Whoever we are, wherever we're from, we're a
ll exiles, if only from that foreign place, the past. Hunger is part of that experience - not for calories, necessarily, but for tastes. It could be a delicious but unshippable fruit you miss, a wild herb or a fish that must be fresh out of the Gulf of Mexico or the Mekong. Through history, displaced peo
ples have re-created the foodways of their lost homelands in diaspora communities, starting with seeds or tubers that make it through the filters of distance and hardship. It's still happening, in places like Ethiopian-born Menkir Tamrat's Fremont backyard.
Tamrat's garden showcases the diversity of Ethiopian crops. His homeland may have been one of nine places where agriculture was independently invented, thousands of years ago. In early fall, the garden blazes with red mitmita peppers that give the raw-beef dish kitfo its fire. There's besobila, sacred basil, an essential ingredient in the seasoning mix called berbere ("the backbone of the sauces"); gesho, a flavoring agent in tej (honey wine); and assorted culinary herbs and greens. A grass called tej sar resembles lemongrass but is used as soap. The leaves of the endod vine contain a chemical that kills the aquatic snails that spread bilharzia, a chronic disease widespread in developing countries.
A ripe mitmita pepper. Photo: Michael Short, Special To The Chronicle / SF |
Traditional teff
Near Wheatland in the Sacramento Valley, he's also growing teff, the endemic grain from which injera, Ethiopian flatbread, is made.
Or should be. Tamrat says most Ethiopian restaurants in the Bay Area use mixtures of wheat, barley and sorghum for their injera. "There are more than 2,000 varieties of teff," he explained. "White teff is revered; growers brag about who has the whitest teff. But a few things were thrown overboard when we crossed the ocean, and one of the first was white teff. The quality of injera was sacrificed." During the Mengistu regime (1974-91), teff exports were restricted and the grain could only be obtained in the black market, via neighboring Djibouti. For a long time, there were no American growers. The traditional preparation is also labor-intensive. Tamrat's dream is to have teff injera as the standard. "It nags at me when I go to a restaurant and can't have it," he said. "It's not the full experience without it."
An added bonus: Teff is gluten-free and might be attractive to a wider market, beyond the Bay Area's estimated 40,000-strong Ethiopian community. Tamrat hopes his sales operation, Timeless Harvest, can tap into it. Other products for potential e-commerce include berbere and other spice mixes and, further down the road, seeds for home gardeners.
Beyond teff and peppers, he's experimenting with Ethiopian collards and kales, collectively called gomen; his seeds come from Ethiopia and from a seed bank at Washington State University. "The scientists want the naming details," he said. "We just want the good taste." He can't grow those year-round in the South Bay, so he's negotiating with a retiring farmer for land on the foggy San Mateo County coast, where the climate is more like the Ethiopian highlands.
New ideas
He's also speculating about a special barley that's used to brew tela, a beer-like fermented drink. Tamrat's own tej brand, Yamatt, is already available in some Berkeley and Oakland restaurants and stores.
Shiro, a mix of legumes, will be ground into powder. Photo: Michael Short, Special To The Chronicle / SF |
Tamrat also supplies mitmita powder and shiro, a legume-based powder, to Finfiné, an Ethiopian restaurant in Berkeley. Owner/chef Charlie Zawde calls the mixes "completely different, with unbelievable flavor." Zawde, who uses all-organic ingredients, pairs the mitmita with ahi tuna and wild salmon. His supplies used to come from Ethiopia, but it was hard to get the quantities he needed and ensure consistent quality. Some batches of mitmita were too hot for the American palate. "The quality of Menkir's product makes a big difference," he said.
"The cuisine needs work to become sustainable in a foreign land, without waiting for the boat to come in," Tamrat said. "You have to have these things available when you need them. When I was younger, I used to call my mother and get recipes, get stuff shipped." She's deceased, though, like many of her generation, and Tamrat and other carriers of culinary tradition need to become self-sufficient. "It's tough for first-generation immigrants to think they're really immigrants, not just visitors," he reflected.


* _TRY IT_
Each line holding the word "swatch" must appear in the answer, copied from the entries.

[Dataset entries on figures]
++++++

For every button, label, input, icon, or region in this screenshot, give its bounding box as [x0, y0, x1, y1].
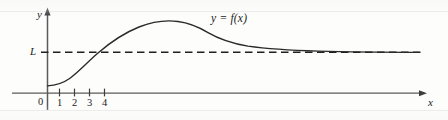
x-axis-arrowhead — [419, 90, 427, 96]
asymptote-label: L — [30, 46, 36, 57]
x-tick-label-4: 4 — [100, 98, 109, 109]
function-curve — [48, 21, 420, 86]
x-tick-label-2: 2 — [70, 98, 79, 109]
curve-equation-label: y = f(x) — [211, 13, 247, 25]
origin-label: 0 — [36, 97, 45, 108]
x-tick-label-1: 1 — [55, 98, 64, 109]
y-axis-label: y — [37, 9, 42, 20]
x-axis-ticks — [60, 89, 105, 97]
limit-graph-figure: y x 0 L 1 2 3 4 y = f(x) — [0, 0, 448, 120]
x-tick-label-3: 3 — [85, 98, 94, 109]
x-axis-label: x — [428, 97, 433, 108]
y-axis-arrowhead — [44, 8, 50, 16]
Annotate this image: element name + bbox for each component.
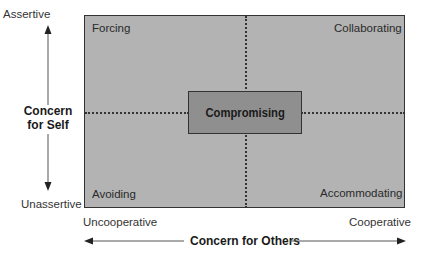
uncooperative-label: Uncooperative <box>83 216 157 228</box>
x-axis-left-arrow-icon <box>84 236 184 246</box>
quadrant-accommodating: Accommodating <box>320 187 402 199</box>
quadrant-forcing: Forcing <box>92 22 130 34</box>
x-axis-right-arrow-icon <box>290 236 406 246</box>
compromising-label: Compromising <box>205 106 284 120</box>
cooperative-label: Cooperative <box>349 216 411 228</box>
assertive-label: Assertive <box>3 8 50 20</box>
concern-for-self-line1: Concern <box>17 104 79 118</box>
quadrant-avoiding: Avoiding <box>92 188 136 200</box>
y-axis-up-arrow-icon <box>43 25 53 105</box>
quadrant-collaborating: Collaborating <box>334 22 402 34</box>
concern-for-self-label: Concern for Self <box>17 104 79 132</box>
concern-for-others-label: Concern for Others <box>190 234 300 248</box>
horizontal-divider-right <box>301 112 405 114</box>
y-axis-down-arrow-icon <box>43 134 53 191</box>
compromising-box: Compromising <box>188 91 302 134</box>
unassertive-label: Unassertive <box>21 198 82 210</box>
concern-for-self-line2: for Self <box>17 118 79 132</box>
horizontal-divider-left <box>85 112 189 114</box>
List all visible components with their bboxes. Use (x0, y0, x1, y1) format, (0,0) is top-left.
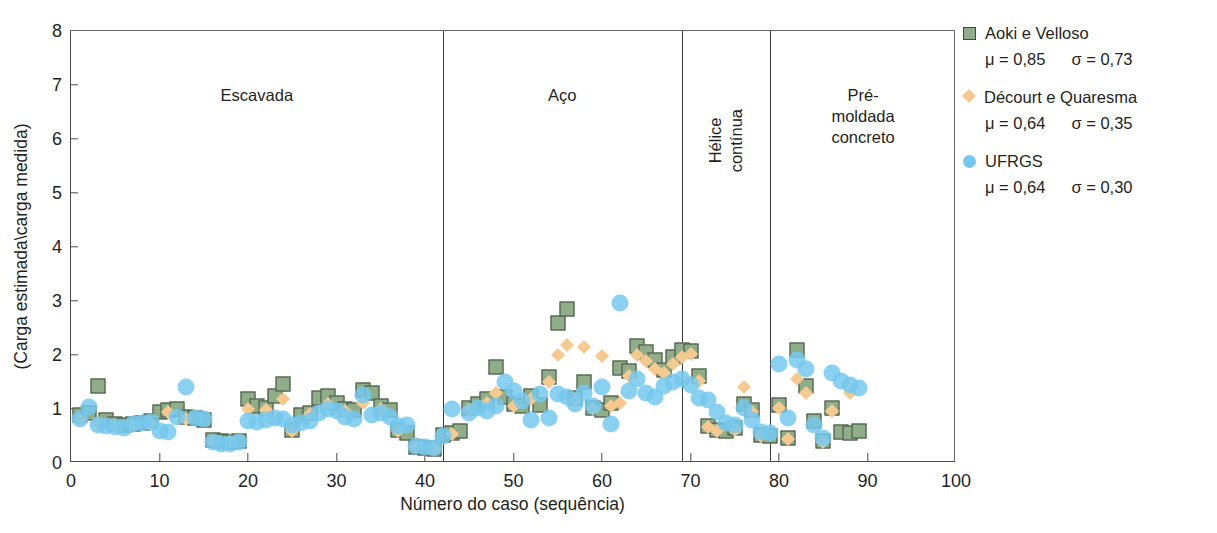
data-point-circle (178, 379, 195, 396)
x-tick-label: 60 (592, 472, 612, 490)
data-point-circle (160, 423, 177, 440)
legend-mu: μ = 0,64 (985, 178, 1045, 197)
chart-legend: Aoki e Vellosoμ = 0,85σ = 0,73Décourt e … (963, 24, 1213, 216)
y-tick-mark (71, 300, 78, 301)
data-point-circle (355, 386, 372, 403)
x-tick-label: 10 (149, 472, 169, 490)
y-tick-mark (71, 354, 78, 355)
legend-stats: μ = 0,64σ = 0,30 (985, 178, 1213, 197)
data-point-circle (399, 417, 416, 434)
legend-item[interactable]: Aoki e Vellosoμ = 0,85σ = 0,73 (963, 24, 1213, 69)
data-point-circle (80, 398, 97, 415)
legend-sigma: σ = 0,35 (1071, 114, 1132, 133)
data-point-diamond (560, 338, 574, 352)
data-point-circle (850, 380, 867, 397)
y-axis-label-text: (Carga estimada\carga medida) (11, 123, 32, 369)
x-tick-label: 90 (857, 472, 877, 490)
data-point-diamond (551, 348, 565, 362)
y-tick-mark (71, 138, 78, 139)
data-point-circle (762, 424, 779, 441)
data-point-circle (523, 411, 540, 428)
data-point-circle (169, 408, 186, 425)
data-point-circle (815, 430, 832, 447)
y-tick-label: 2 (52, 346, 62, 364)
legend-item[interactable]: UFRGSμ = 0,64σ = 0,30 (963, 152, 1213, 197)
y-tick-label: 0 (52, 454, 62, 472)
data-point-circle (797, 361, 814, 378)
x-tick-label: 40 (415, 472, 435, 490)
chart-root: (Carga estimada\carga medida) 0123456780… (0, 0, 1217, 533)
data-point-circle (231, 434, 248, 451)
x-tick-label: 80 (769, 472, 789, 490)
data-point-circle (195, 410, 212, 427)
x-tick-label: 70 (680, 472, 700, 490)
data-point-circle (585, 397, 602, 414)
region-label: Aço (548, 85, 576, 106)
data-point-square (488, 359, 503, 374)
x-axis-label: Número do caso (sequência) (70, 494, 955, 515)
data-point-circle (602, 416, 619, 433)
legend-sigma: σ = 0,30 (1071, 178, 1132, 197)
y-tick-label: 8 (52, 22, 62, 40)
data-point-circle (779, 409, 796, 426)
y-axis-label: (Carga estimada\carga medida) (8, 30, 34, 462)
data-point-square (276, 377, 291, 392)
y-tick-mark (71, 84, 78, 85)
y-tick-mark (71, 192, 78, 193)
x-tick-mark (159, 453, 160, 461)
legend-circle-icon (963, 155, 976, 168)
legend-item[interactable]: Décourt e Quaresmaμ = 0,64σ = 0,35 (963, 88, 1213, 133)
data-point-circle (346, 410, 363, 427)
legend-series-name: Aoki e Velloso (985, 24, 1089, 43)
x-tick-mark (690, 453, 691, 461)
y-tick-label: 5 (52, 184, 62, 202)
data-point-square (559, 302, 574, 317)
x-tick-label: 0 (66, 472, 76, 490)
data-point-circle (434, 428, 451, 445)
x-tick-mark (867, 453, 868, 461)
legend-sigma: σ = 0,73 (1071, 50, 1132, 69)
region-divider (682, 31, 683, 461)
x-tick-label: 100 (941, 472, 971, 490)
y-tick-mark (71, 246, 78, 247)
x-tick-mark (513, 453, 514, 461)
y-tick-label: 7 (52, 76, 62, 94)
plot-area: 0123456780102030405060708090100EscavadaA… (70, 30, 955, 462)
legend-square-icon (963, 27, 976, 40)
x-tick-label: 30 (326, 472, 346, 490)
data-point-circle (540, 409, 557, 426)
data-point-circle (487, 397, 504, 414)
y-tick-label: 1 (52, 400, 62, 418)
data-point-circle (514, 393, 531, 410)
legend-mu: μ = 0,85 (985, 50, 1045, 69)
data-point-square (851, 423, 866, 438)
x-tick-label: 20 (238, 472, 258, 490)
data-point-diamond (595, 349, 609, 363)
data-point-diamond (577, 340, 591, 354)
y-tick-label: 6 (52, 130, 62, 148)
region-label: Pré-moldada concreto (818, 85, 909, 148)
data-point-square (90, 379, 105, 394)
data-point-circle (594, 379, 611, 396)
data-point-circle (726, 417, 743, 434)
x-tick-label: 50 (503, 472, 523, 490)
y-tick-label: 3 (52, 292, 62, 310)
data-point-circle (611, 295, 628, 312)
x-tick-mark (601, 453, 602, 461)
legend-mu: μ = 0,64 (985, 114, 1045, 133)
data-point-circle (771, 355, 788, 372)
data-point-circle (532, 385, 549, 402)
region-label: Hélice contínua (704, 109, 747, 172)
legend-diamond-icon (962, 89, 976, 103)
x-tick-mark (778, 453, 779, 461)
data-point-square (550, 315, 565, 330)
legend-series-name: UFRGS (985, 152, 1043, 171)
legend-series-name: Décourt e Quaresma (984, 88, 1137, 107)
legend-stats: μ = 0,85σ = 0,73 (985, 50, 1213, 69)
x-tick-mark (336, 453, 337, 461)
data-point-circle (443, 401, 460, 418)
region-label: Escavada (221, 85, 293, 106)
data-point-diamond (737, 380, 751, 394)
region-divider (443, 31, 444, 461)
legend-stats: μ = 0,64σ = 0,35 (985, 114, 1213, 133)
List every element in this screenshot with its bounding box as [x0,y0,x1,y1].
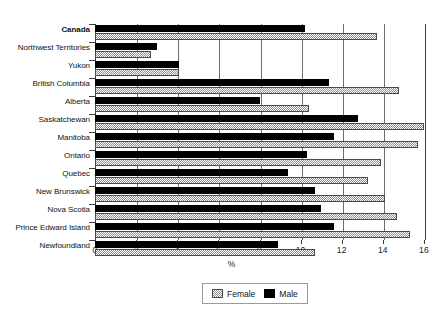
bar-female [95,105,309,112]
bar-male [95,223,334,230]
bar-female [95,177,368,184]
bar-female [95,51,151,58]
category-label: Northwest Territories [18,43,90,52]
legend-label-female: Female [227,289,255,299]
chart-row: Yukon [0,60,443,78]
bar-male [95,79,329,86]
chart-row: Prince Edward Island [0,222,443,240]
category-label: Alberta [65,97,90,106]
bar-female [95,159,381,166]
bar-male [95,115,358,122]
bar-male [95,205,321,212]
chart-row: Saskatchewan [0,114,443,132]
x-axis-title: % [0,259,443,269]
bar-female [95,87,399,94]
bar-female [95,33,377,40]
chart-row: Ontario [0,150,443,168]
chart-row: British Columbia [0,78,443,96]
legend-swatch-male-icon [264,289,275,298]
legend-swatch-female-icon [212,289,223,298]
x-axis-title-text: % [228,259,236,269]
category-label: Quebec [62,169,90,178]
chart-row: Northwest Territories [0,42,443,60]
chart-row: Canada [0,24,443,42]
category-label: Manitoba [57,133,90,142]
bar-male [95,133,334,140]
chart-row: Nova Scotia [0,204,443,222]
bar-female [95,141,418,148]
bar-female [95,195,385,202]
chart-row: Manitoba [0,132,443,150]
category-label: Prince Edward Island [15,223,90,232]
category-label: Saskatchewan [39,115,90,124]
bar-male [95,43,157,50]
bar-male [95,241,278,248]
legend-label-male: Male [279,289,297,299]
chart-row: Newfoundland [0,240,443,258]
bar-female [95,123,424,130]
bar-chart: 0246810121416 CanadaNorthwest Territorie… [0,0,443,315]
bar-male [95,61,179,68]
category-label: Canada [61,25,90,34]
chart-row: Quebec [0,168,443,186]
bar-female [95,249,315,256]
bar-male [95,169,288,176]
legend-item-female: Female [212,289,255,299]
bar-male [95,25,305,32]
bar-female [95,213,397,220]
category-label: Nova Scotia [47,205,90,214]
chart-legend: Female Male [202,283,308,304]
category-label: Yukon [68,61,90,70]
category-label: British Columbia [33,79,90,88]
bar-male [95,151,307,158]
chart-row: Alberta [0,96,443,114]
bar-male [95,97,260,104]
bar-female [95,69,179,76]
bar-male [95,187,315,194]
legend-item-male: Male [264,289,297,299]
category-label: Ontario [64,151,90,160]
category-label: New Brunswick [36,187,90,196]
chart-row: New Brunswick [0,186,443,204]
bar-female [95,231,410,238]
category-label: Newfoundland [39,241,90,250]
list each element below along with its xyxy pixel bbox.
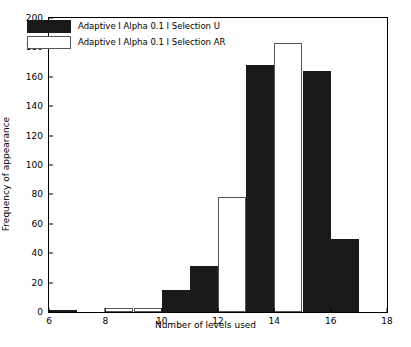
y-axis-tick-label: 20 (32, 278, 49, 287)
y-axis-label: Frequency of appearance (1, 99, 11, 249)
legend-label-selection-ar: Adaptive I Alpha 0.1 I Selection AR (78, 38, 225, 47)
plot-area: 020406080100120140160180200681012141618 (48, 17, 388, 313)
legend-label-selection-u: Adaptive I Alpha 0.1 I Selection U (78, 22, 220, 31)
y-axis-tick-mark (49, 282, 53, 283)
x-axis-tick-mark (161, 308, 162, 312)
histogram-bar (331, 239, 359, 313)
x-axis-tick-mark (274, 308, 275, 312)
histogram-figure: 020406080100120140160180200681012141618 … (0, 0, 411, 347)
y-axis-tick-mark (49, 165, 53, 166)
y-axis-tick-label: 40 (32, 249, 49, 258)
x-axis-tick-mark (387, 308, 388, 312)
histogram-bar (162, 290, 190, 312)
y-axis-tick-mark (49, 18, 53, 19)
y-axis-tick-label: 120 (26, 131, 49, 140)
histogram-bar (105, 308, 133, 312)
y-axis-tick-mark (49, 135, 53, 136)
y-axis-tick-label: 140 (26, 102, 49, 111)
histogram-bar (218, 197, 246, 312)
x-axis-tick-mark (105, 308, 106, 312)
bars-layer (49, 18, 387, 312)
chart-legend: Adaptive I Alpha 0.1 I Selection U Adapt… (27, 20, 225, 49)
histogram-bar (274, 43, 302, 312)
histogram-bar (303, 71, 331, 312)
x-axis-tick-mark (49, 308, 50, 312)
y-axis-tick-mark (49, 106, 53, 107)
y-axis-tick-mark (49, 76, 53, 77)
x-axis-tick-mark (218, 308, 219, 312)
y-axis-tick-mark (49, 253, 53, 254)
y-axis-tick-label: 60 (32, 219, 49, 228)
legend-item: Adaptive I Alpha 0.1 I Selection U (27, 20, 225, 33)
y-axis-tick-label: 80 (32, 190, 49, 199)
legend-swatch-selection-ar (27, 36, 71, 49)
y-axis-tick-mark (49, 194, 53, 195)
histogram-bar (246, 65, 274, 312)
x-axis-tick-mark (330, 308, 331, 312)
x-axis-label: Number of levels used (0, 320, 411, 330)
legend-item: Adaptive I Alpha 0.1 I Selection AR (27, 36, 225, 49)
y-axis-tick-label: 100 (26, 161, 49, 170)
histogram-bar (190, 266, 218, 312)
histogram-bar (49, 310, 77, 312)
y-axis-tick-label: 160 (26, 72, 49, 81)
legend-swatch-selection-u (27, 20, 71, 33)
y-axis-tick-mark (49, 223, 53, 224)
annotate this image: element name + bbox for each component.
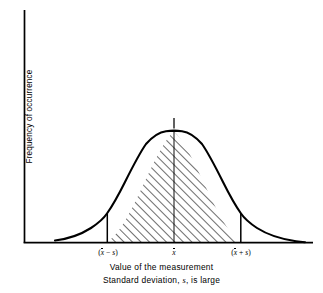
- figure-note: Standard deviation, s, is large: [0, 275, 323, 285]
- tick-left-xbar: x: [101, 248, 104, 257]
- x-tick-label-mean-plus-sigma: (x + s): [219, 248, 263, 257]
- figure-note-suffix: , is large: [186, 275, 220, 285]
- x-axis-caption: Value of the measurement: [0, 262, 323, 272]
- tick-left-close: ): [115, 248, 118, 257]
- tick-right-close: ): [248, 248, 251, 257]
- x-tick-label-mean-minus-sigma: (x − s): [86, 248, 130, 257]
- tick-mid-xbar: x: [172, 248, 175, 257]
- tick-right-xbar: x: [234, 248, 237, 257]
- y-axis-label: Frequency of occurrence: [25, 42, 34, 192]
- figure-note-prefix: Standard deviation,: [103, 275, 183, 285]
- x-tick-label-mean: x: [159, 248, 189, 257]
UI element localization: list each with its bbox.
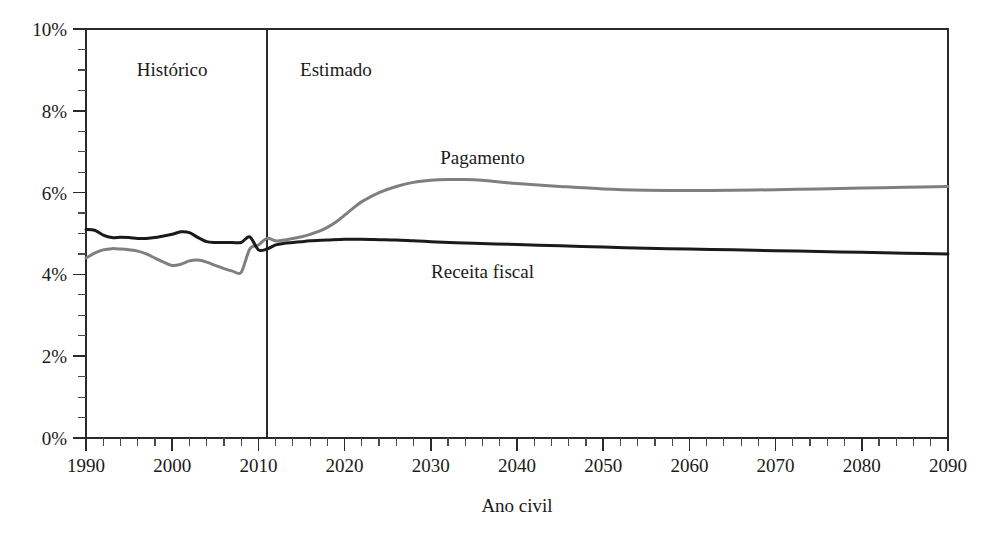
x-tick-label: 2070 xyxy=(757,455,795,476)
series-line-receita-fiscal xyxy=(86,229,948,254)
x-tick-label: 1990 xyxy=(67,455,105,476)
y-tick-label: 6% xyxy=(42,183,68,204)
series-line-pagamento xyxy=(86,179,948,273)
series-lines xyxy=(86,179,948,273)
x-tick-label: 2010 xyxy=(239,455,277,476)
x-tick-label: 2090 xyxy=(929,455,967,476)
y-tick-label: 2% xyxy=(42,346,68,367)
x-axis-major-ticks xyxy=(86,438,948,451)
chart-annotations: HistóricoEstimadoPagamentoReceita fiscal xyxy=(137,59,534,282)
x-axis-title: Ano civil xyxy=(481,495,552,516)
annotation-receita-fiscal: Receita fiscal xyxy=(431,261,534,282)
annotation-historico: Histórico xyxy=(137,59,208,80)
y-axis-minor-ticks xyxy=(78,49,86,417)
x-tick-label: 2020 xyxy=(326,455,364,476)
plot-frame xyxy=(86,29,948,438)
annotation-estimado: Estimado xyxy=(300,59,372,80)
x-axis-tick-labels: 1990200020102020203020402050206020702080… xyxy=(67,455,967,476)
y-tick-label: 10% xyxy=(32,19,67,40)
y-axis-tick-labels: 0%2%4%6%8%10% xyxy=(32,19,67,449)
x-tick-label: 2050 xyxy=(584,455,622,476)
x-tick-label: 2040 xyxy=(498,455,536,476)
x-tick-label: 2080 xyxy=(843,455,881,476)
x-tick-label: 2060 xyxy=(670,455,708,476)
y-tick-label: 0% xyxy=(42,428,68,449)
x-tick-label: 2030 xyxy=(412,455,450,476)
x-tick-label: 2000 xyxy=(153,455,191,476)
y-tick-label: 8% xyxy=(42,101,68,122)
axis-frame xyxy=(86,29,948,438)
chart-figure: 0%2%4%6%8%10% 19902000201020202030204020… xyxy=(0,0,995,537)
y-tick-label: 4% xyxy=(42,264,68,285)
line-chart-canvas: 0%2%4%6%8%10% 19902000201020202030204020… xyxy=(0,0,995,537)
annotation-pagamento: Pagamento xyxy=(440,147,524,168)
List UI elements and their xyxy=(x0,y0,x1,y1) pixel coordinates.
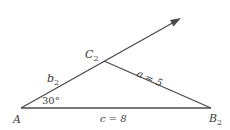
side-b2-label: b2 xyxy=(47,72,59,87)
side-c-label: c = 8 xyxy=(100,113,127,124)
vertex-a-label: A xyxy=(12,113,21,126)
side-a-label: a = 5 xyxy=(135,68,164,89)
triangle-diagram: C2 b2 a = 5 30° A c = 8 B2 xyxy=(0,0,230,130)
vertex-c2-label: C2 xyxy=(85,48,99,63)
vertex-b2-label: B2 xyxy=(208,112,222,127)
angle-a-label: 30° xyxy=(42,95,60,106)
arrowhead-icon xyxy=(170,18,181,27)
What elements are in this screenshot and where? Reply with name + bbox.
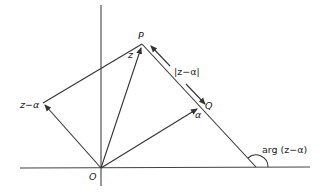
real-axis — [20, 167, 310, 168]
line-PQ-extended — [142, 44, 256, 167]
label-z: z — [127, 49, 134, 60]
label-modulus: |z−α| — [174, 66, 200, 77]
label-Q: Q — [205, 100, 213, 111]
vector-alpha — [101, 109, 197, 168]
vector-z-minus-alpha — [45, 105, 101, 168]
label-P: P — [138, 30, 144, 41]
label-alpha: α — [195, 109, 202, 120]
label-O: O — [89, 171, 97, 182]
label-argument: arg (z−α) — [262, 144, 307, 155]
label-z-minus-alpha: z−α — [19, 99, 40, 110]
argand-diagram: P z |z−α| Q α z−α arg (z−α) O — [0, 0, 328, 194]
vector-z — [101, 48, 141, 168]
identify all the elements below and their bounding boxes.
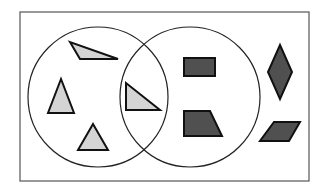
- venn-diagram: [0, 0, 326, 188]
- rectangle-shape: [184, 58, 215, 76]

++++++

* _SOLUTION_
legend-swatch-male-icon [264,289,275,298]
legend-swatch-female-icon [212,289,223,298]
legend-swatch-selection-ar (27, 36, 71, 49)
legend-swatch-selection-u (27, 20, 71, 33)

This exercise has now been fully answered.